Furthermore, you should always validate any user input just as a good habit. You don't want your server flooding your inbox with emails. I suggest using regexs to validate the input provided and possibly use a captcha service (such as ReCaptcha).
If you've been using this code and it's been working fine then I'd check what variables you changed with this case for example your submit form.
Try out your form with all common possibilities and see if it works. And empty Subject will give your form the subject "[Website Contact Form]". Check that your script actually get's the post variables and your form submits the right variables. Your dropdown might have an option with value of "" and the innerHTML "General Enquiry". The value is what will get submitted.
It's good to check inputs server-side as well
<?php
if(isset($_POST['subject'],$_POST['email'])){
}
?>

Fire an automated email when database updated?

I am trying to figure out the best way to send an automated email to a customer when we update our database with "frames in" i'm thinking javascript & php but don't really know how to implement as a nobo!?
My HTML Form showing checkbox that needs to fire email (only partially shown due to length)
<form action="<?php echo $editFormAction; ?>" name="form" method="POST">
<input name="frame_in" type="checkbox" id="long_tiny" value="yes" <?php if (!(strcmp($row_Recordset1['frame_in'],"yes"))) {echo "checked=\"checked\"";} ?> />
<input type="hidden" name="MM_update" value="form">
</form>
The php mail script (Not sure if completely correct)
$mailTo = $row_customer['email'];
$subject = 'Your Frames Now in!!';
$cName = $row_Recordset2['cName'];
$jobRef = $row_Recordset2['customer_ref'];
$ourRef = $row_Recordset2['our_ref'];
$jobTotal = $row_recordset2['amount'];
mail($mailTo, $subject,
$cName your job Ref: $jobref is now in
<br>
<h2>Details:</h2>
<p>Our ref: $ourRef<br>
Customer Ref: $jobref<br>
Job total: $jobtotal</p>
);
I really don't know how to tie it all together I'm guessing there would need to be error handling as not every customer has an email (But the error doesn't need to be shown)
$mailTo = $row_customer['email'];
$subject = 'Your Frames Now in!!';
$cName = $row_Recordset2['cName'];
$jobRef = $row_Recordset2['customer_ref'];
$ourRef = $row_Recordset2['our_ref'];
$jobTotal = $row_recordset2['amount'];
$headers = 'MIME-Version: 1.0' . "\r\n";
$headers .= 'Content-type: text/html; charset=iso-8859-1' . "\r\n";
$message = "$cName your job Ref: $jobref is now in
<br>
<h2>Details:</h2>
<p>Our ref: $ourRef<br>
Customer Ref: $jobref<br>
Job total: $jobtotal</p>";
if($_POST['frame_in'] == "yes") {
mail($mailTo, $subject,$message, $headers);
}
This is a very broad question. What you need to do is:
Process the form in $editFormAction
If $_POST['frame_in'] is set, do the following:
Get all customers
Send an email to the ones with an e-mail address
Publish a warning on your site for logged-in users (or in general...) that do not have an email address registered.

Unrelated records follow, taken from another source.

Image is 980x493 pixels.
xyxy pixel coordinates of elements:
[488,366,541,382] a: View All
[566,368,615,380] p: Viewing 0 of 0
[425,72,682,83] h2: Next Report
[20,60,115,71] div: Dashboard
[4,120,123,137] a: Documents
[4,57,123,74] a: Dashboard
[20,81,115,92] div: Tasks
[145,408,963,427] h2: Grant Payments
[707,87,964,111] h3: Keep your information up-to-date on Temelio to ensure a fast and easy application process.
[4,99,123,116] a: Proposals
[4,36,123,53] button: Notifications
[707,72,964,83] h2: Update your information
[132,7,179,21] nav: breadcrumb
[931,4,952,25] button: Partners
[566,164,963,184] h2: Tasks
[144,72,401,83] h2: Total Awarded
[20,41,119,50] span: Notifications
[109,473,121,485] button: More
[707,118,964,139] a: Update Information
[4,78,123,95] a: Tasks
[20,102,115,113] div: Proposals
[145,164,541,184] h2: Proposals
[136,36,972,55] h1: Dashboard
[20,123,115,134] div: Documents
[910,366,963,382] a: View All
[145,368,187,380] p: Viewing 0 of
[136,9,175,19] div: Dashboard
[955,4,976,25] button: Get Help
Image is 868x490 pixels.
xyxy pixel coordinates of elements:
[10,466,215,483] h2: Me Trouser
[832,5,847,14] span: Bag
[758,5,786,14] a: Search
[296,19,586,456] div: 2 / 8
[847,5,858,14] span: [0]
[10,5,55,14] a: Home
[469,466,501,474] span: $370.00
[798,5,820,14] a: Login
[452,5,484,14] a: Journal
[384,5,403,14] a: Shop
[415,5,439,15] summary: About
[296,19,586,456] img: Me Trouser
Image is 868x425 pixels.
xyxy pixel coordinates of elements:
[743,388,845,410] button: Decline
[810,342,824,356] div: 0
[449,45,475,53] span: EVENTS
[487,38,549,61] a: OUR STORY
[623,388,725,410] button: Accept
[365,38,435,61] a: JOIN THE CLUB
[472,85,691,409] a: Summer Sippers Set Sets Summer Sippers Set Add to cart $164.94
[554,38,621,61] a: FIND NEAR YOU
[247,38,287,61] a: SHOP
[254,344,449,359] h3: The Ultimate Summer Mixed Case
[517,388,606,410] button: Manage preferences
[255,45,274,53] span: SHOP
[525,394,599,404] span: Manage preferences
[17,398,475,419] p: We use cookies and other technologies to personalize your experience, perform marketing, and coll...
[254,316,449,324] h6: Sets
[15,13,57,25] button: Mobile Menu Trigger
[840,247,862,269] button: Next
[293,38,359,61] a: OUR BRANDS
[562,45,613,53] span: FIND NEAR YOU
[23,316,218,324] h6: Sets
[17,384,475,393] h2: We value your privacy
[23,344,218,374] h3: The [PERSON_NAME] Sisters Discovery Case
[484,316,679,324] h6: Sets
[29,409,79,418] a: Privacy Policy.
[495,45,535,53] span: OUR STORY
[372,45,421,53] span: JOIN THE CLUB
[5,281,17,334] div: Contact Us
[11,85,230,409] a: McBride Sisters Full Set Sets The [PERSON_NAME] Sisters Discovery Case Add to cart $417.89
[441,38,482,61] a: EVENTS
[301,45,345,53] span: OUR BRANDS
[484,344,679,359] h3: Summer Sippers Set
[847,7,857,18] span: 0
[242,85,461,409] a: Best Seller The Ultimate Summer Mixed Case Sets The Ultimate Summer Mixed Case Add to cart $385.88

No aditional javascript needed.
Where exactly are you stuck?
You could try a database trigger that sends an email. The database itself would be sending out the e-mail, and would not involve php at all. This would also be more inclusive, as it would send an email regardless or who/what changes the field, including changes from PhpMyAdmin, or other webpages/scripts.
http://dev.mysql.com/doc/refman/5.0/en/triggers.html
http://forums.mysql.com/read.php?99,33635,33635#msg-33635
This may be limited depending on your hosting environment. If you are using shared hosting, odds are you cannot utilize triggers for security reasons.